Currently I only use Paravirtualization because it's about as fast as bare metal (databases are the worst for virtualization and mysqlbench shows performance within 1% of bare metal) and if you set them up with their own kernel inside the VM disk it looks and acts like a real Linux server. The other mode with Xen is HVM which is full virtualization and is necessary to virtualize Windows. KVM does a better job of this then Xen and is faster for full virt. However KVM isn't as fast as Xen PV even with KVM PV drivers. It all depends on what your needs are.
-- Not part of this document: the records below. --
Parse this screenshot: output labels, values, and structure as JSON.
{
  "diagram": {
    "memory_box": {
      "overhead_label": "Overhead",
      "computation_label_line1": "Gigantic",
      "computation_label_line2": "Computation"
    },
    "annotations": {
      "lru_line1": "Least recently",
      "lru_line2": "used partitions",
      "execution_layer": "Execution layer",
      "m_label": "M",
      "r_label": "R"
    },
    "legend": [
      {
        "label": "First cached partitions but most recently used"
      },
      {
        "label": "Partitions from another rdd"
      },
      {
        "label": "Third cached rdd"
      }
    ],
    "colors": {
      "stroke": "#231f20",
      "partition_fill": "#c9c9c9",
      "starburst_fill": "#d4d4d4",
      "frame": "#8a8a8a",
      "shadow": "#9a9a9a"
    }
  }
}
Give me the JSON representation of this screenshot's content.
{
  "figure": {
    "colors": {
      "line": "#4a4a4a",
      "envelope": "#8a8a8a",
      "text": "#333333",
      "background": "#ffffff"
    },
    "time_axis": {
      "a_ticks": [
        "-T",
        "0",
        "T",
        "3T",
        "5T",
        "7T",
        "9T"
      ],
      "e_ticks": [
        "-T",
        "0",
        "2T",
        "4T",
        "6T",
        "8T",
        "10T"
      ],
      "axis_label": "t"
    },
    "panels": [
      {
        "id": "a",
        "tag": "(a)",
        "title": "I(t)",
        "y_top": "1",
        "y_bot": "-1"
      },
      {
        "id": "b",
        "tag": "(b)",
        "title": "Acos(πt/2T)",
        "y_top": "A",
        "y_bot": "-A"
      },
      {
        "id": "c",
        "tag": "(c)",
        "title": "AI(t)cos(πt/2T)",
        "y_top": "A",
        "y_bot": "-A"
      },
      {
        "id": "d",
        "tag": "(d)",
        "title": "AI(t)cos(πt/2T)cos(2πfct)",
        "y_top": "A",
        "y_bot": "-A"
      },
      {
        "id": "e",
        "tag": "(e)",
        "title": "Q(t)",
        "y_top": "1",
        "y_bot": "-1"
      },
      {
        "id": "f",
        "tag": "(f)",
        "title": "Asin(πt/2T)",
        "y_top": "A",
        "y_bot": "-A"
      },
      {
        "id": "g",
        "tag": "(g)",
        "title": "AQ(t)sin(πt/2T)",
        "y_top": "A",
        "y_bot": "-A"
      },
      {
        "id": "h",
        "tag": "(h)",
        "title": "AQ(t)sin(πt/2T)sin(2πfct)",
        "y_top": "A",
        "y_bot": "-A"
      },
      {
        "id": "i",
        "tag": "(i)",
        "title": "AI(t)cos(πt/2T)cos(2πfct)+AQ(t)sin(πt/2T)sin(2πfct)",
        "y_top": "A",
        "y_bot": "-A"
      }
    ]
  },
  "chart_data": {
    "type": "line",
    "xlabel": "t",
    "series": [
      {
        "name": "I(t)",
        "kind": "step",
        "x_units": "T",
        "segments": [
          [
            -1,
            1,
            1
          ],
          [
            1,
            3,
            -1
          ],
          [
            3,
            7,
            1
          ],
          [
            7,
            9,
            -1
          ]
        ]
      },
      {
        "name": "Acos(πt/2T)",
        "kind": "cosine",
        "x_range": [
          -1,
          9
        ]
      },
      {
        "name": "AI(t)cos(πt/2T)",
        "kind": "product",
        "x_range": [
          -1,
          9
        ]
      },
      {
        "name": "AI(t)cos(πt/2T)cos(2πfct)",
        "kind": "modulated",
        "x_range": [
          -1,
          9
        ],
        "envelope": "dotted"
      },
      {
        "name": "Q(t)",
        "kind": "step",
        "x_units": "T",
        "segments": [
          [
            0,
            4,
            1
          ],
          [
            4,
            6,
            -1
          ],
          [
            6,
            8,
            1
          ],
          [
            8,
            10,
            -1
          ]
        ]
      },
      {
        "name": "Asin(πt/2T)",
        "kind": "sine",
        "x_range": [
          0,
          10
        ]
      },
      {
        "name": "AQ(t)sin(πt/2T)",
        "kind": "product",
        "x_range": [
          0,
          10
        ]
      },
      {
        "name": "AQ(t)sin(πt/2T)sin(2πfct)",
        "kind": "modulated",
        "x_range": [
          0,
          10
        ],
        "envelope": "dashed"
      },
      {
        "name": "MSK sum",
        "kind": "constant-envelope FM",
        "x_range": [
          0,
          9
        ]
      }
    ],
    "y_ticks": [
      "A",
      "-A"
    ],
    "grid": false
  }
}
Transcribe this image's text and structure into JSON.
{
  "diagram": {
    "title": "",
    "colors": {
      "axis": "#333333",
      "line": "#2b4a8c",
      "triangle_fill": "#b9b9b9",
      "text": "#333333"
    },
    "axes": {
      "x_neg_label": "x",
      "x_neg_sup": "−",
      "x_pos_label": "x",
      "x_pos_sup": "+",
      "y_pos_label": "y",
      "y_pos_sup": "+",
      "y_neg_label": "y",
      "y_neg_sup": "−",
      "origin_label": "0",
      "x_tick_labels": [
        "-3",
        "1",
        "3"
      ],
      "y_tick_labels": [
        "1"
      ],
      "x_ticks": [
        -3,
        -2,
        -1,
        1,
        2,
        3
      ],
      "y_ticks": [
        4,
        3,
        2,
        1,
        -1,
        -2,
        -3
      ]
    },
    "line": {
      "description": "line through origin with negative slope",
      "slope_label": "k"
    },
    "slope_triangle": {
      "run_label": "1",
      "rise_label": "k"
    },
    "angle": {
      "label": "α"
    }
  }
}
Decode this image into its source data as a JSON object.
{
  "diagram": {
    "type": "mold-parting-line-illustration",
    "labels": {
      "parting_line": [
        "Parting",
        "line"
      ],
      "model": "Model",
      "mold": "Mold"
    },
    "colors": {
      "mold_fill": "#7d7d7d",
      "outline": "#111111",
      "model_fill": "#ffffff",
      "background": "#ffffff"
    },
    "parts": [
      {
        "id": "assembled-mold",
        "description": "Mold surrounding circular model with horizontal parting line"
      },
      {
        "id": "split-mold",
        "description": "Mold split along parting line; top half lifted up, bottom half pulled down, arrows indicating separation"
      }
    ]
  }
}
If we go by the Xen summit slides the future of Xen is in hybrid virtualization which uses hardware virtualization for everything the hardware supports and then uses paravirtualization for everything else. This will be the best of both worlds (HVM and PV). I don't see KVM moving away from what it's doing (using Qemu for a lot of stuff, Hardware VT and paravirtualized network and disk drivers). How much of a difference this will make I'm not sure.
Here's my thoughts.
If I were primarily virtualizing Windows I'd use KVM. If I were primarily virtualizing Linux I'd use Xen. If I was using a bunch of old 3.4 Ghz Dual Core Xeons (I am) I'd use Xen.
If I was wanting to nest VMs I'd use AMD CPUs and KVM (for now). If I wanted the most pain free path to keeping my hypervisor updated I'd use KVM. If I was doing desktop virtualization (local login, not network logins) I'd use KVM or VirtualBox
If I wanted the most tried and true enterprise hypervisor out there and didn't want to use VMWARE then I'd use Xen. Citrix Xenserver, VirtualIron, Sun SVM (one flavor), Oracle Virtual Machine and Amazon EC2 are all based on Xen.
It might look like I lean toward KVM from this list but I still prefer Xen in most cases because of category 2.